I have a Docker image that uses phusion/baseimage. In my dockerfile, if I use ENTRYPOINT ["/sbin/my_init"] and run the final image using:
docker run --rm -t -i my_container
It works as expected and I get the following ouput:
*** Running /etc/my_init.d/00_regen_ssh_host_keys.sh...
*** Running /etc/rc.local...
Starting the Web Server
*** Booting runit daemon...
*** Runit started as PID 10
Spawning Xvfb
Allow anyone to connect to Xvfb
access control disabled, clients can connect from any host
=> Booting Puma
=> Rails 5.1.4 application starting in production
=> Run `rails server -h` for more startup options
Capybara.threadsafe == true is a BETA feature and may change in future minor versions
Overwriting existing field _id in class ScrapeJob.
Overwriting existing field _id in class ScrapeJobStatus.
Overwriting existing field _id in class ScrapeSet.
[9] Puma starting in cluster mode...
[9] * Version 3.11.0 (ruby 2.4.2-p198), codename: Love Song
[9] * Min threads: 5, max threads: 5
[9] * Environment: production
[9] * Process workers: 2
[9] * Preloading application
[9] Use Ctrl-C to stop
[9] - Worker 0 (pid: 57) booted, phase: 0
[9] - Worker 1 (pid: 61) booted, phase: 0
However, if I simply change ENTRYPOINT to CMD (something I tried because I wish to deploy this to Heroku and Heroku demands that a CMD be present in the dockerfile) and run it the exact same way, I get this output:
/sbin/my_init: line 4: import: command not found
/sbin/my_init: line 5: import: command not found
/sbin/my_init: line 6: import: command not found
/sbin/my_init: line 7: import: command not found
/sbin/my_init: line 8: import: command not found
/sbin/my_init: line 9: import: command not found
/sbin/my_init: line 10: import: command not found
/sbin/my_init: line 11: import: command not found
/sbin/my_init: line 12: import: command not found
/sbin/my_init: line 13: import: command not found
/sbin/my_init: line 15: syntax error near unexpected token `('
/sbin/my_init: line 15: `KILL_PROCESS_TIMEOUT = int(os.environ.get('KILL_PROCESS_TIMEOUT', 5))'
Why is this different? I thought these two commands, if specified individually, are equivalent. I could not find anything on the web that indicates they run in different runtime environments. So I am quite confused.
Any help explaining this behavior would be much appreciated.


• [TASK INSTRUCTIONS] Pick out the lines in the listing below that contain the word "Increase" and copy them.

___ DATA EXTRACT

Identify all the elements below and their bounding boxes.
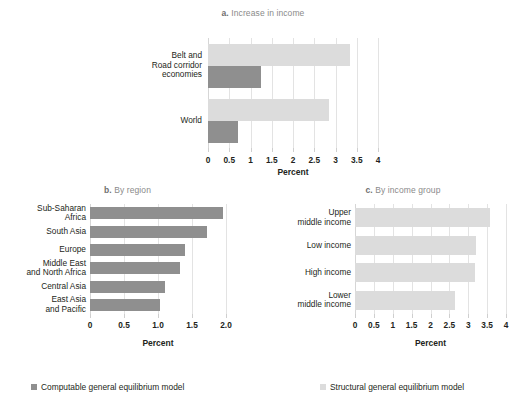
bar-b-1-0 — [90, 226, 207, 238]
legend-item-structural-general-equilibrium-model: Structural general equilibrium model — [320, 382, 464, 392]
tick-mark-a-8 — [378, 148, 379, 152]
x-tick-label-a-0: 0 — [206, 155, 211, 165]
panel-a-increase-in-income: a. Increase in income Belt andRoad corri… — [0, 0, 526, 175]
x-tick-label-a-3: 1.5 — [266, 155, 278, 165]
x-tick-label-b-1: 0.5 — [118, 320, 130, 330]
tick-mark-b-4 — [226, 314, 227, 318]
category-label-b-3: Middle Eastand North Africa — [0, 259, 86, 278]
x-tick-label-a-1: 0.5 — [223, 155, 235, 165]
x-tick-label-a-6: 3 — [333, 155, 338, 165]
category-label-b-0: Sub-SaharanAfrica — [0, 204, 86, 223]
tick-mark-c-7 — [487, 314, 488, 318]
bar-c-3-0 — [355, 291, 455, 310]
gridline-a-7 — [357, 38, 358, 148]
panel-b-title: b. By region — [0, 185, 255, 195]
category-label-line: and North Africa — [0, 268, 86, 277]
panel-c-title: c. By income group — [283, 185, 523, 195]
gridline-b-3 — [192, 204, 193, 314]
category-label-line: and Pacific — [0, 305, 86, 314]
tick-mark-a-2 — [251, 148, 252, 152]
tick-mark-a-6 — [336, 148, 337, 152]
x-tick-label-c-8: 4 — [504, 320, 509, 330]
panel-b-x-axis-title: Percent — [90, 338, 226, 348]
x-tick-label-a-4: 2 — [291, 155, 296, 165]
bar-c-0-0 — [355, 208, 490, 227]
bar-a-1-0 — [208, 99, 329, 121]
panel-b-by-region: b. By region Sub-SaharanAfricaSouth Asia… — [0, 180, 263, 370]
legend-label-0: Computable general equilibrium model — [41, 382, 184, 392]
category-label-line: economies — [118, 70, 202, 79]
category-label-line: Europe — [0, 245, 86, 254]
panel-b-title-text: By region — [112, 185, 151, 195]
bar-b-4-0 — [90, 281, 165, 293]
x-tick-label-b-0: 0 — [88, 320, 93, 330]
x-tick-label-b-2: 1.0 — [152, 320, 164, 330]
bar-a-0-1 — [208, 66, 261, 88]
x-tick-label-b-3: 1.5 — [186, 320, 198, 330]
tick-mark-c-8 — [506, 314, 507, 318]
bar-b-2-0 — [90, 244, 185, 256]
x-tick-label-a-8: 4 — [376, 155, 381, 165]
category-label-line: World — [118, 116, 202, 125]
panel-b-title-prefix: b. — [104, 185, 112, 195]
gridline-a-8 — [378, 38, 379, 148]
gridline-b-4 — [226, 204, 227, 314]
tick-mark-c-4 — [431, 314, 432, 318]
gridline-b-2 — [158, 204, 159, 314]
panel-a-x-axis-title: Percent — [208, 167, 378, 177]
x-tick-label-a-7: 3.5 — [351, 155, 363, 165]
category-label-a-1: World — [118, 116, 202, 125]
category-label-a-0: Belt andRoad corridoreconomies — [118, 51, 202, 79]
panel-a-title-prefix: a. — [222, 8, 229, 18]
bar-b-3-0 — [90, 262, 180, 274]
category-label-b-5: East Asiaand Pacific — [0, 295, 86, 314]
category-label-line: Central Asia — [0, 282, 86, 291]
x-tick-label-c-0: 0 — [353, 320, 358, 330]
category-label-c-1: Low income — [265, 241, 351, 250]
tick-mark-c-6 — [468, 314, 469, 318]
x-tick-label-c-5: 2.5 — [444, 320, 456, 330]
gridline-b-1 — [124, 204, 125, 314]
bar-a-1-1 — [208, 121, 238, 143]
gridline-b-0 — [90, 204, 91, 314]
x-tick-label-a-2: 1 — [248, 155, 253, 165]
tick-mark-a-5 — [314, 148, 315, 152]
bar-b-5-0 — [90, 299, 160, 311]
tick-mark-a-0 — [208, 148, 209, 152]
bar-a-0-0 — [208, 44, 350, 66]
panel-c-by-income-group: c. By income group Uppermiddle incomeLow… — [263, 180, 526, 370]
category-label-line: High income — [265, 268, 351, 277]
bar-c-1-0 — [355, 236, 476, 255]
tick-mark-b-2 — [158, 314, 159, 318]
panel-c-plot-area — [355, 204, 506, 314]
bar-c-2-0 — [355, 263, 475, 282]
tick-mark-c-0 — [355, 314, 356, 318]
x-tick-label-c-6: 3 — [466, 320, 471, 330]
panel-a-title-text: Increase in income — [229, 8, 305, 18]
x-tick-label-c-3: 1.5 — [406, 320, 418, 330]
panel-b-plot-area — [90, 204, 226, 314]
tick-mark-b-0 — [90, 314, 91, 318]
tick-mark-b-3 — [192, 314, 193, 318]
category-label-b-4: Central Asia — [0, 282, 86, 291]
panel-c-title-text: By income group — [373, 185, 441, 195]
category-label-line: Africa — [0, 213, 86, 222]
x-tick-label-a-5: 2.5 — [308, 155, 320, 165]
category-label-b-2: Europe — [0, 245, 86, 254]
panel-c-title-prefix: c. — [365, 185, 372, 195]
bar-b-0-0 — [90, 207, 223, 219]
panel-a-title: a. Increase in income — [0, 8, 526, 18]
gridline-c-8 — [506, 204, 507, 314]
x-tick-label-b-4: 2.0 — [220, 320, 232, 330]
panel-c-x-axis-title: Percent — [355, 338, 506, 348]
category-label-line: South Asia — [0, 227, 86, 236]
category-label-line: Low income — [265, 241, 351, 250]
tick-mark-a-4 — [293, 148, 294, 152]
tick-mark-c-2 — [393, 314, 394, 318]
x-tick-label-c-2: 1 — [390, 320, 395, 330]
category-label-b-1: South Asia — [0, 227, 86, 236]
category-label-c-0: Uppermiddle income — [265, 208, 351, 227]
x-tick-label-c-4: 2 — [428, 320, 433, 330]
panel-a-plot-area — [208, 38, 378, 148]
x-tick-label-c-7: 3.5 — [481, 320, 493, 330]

______

• [TASK RESULT]
panel-a-increase-in-income: a. Increase in income Belt andRoad corri… — [0, 0, 526, 175]
panel-a-title-text: Increase in income — [229, 8, 305, 18]
panel-a-title: a. Increase in income — [0, 8, 526, 18]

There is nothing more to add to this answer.